Supergirl is supposed to be impervious to bullets.
But that’s the stuff of comic books and cartoons. In reality, we’re much more fragile.
On Friday, Wilson High junior Melody Ross was decked out in a Supergirl costume. She and her friends were among hundreds of students just leaving the Wilson High homecoming football game against crosstown rival Poly High.
Nearby a dispute broke out. Suddenly, a gunman fired into the crowd and a half-hour later MelodyRoss, who was not unlike a real-life Supergirl, was dead from a gunshot wound in her torso.
An Advanced Placement and honors student, a pole vaulter on the track team, the best friend to a number of classmates, the daughter of Cambodian Killing Fields survivors, Melody was 16 years old.
Two men, 18 and 20 years old alsosuffered non-life-threatening injuries in the attack. As victims of a violent crime, their names are being withheld. The gunman escaped on foot.
News of the death spread quickly among the student body at Wilson High as students called and text-messaged one another. Universally, the reaction was disbelief.
“I thought it was a crazy rumor,” said Jake Skoll, a friend, shaking his head. “I thought we’d meet in class Monday and I’d say, ‘What’s up? I heard you died.’”
On Saturday morning at about 10 a.m., somber students began appearing at Wilson High near the intersection where Melody was slain.
About 60 eventually came, laying flowers, balloons and candles in a makeshift shrine. They spoke in hushed voices; many approached the shrine warily. In knots students hugged and cried.
The teens were in different stages of grief, disbelieving, angry, bereft, numb.
One friend, who was standing next to Melody when she was hit, wept inconsolably at times. She declined to talk to the press but told a parent “we didn’t know what was happening. They just started shooting over there,” she said pointing to an area just north of the crosswalk where Melody was hit.
To a person students and parents described Melody as a smart and effervescent teen who brightened a room.
Juniors Walker Getz, Ramiro Juarez, Yoichi Inoue, Skoll and Ian Tran stood in a semicircle in disbelief.
They variously described Melody as:
“The nicest person I knew;.”
“Never had anything bad to say;.”
“Everyone who knew her really loved her.”
An unidentified parent called her a “beacon of light, an Energizer Bunny.”

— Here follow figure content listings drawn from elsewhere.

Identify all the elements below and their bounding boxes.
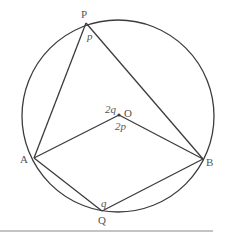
segment-QA <box>34 158 102 211</box>
center-point <box>117 113 120 116</box>
label-O: O <box>124 107 132 119</box>
label-A: A <box>20 153 28 165</box>
angle-2q-at-O: 2q <box>105 103 117 115</box>
label-Q: Q <box>98 214 106 226</box>
label-P: P <box>81 8 87 20</box>
segment-PA <box>34 23 86 158</box>
circle-theorem-diagram: P O A B Q p 2q 2p q <box>0 0 228 240</box>
segment-OB <box>119 115 203 159</box>
segment-PB <box>86 23 203 159</box>
label-B: B <box>206 156 213 168</box>
angle-p-at-P: p <box>86 30 93 42</box>
segment-OA <box>34 115 119 158</box>
segment-QB <box>102 159 203 211</box>
angle-2p-at-O: 2p <box>115 120 127 132</box>
angle-q-at-Q: q <box>101 197 107 209</box>
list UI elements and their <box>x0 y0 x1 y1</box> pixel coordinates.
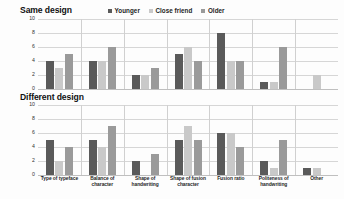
bar-group <box>81 19 124 89</box>
bar-group <box>167 19 210 89</box>
bar[interactable] <box>270 82 278 89</box>
bar[interactable] <box>55 161 63 175</box>
y-axis-tick-label: 4 <box>32 144 35 149</box>
bar[interactable] <box>89 140 97 175</box>
bar-groups <box>38 105 338 175</box>
bar[interactable] <box>279 47 287 89</box>
bar[interactable] <box>65 54 73 89</box>
bar[interactable] <box>236 61 244 89</box>
y-axis-tick-label: 10 <box>29 16 35 21</box>
y-axis-tick-label: 2 <box>32 72 35 77</box>
bar[interactable] <box>227 61 235 89</box>
bar-group <box>38 19 81 89</box>
bar[interactable] <box>141 75 149 89</box>
legend-item-label: Younger <box>115 8 140 14</box>
bar-group <box>124 105 167 175</box>
bar[interactable] <box>227 133 235 175</box>
x-axis-label: Balance of character <box>81 176 124 188</box>
chart-panel-same-design: 1086420 <box>38 19 338 89</box>
x-axis-label: Fusion ratio <box>209 176 252 188</box>
bar[interactable] <box>303 168 311 175</box>
bar[interactable] <box>98 147 106 175</box>
bar[interactable] <box>46 140 54 175</box>
bar-group <box>81 105 124 175</box>
bar[interactable] <box>279 140 287 175</box>
bar-groups <box>38 19 338 89</box>
chart-panel-different-design: 1086420 <box>38 105 338 175</box>
y-axis-tick-label: 8 <box>32 30 35 35</box>
legend-item-label: Close friend <box>155 8 192 14</box>
chart-legend: YoungerClose friendOlder <box>108 8 225 14</box>
bar[interactable] <box>236 147 244 175</box>
y-axis-tick-label: 2 <box>32 158 35 163</box>
bar[interactable] <box>108 126 116 175</box>
bar[interactable] <box>184 47 192 89</box>
plot-area-different-design: 1086420 <box>38 105 338 175</box>
bar[interactable] <box>132 75 140 89</box>
chart-page: YoungerClose friendOlder Same design Dif… <box>0 0 344 199</box>
bar[interactable] <box>151 154 159 175</box>
bar-group <box>295 105 338 175</box>
bar[interactable] <box>98 61 106 89</box>
bar-group <box>38 105 81 175</box>
square-swatch-icon <box>201 9 205 13</box>
bar-group <box>252 19 295 89</box>
y-axis-tick-label: 6 <box>32 130 35 135</box>
bar[interactable] <box>270 168 278 175</box>
y-axis-tick-label: 0 <box>32 172 35 177</box>
bar[interactable] <box>65 147 73 175</box>
legend-item-label: Older <box>208 8 225 14</box>
bar[interactable] <box>260 161 268 175</box>
bar[interactable] <box>151 68 159 89</box>
bar[interactable] <box>132 161 140 175</box>
x-axis-label: Politeness of handwriting <box>252 176 295 188</box>
square-swatch-icon <box>108 9 112 13</box>
bar[interactable] <box>108 47 116 89</box>
bar[interactable] <box>217 133 225 175</box>
bar[interactable] <box>175 140 183 175</box>
x-axis-label: Shape of fusion character <box>167 176 210 188</box>
bar-group <box>252 105 295 175</box>
x-axis-label: Type of typeface <box>38 176 81 188</box>
page-title-same-design: Same design <box>20 6 72 15</box>
plot-area-same-design: 1086420 <box>38 19 338 89</box>
y-axis-tick-label: 6 <box>32 44 35 49</box>
bar-group <box>124 19 167 89</box>
y-axis-tick-label: 0 <box>32 86 35 91</box>
legend-item-younger[interactable]: Younger <box>108 8 140 14</box>
bar-group <box>209 19 252 89</box>
bar[interactable] <box>194 61 202 89</box>
bar-group <box>167 105 210 175</box>
bar[interactable] <box>313 75 321 89</box>
x-axis-label: Other <box>295 176 338 188</box>
y-axis-tick-label: 10 <box>29 102 35 107</box>
bar[interactable] <box>194 140 202 175</box>
legend-item-older[interactable]: Older <box>201 8 224 14</box>
x-axis-labels: Type of typefaceBalance of characterShap… <box>38 176 338 188</box>
bar[interactable] <box>89 61 97 89</box>
legend-item-close-friend[interactable]: Close friend <box>149 8 193 14</box>
bar[interactable] <box>46 61 54 89</box>
y-axis-tick-label: 4 <box>32 58 35 63</box>
bar-group <box>209 105 252 175</box>
y-axis-tick-label: 8 <box>32 116 35 121</box>
bar[interactable] <box>55 68 63 89</box>
bar[interactable] <box>260 82 268 89</box>
square-swatch-icon <box>149 9 153 13</box>
bar-group <box>295 19 338 89</box>
bar[interactable] <box>313 168 321 175</box>
bar[interactable] <box>217 33 225 89</box>
bar[interactable] <box>184 126 192 175</box>
x-axis-label: Shape of handwriting <box>124 176 167 188</box>
bar[interactable] <box>175 54 183 89</box>
gridline <box>38 89 338 90</box>
page-title-different-design: Different design <box>20 93 84 102</box>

Kat Mokry, a 16-year-old who was one of Melody’s closest friends, said they parted about 10 minutes before the shooting.
“My first thought was it was a joke because that kind of stuff doesn’t happen. Not at Wilson, not a girl like her. Then I heard it from her uncle,” Mokry said.
Security questioned
Several parents notedcomplained of a lack of Long Beach Police Department security at the game.
School officials say they beefed up security for the event, which was sold out and highly anticipated.
“It was actually extraordinary security,” said Long Beach Unified School District spokesman Chris Eftychiou.
He said the extra security included three LBUSD school safety officers, 19 campus security officers drawn from various schools, plus 10 administrators and 15 teachers.
Co-principal Sandy Blazer said the game and all the homecoming activities ran smoothly and without incident.
Until the shooting, she said it had been a banner day at Wilson and that student involvement and spirit had been higher than she had ever seen.
It was noted the shooting was off school property, although it was on a sidewalk adjacent to the school and a half-block from one of the stadium exits.
Ben Goldberg, who has a child who will enter Wilson next year and older children who have graduated, said the tragedy would be a black mark for the school and the city.
“Wilson is a good school, a great school, a great program,” he said.
But he added he has watched families move out of Long Beach when their children reach high school age because of fears of violence in the high schools.
Long Beach Police Sgt. Dina Zapalski said Long Beach Police Department saidcops are urgently seeking help.
“We’re really pushing for the public’s help on this one, especially the kids,” she said. “We have a lot of kids who were out there, and we really need help on this one.”
She said if anyone in the area was taking pictures or video of friends, police the copsare desperately seeking their help.
Anyone with information can call 562-570-7244.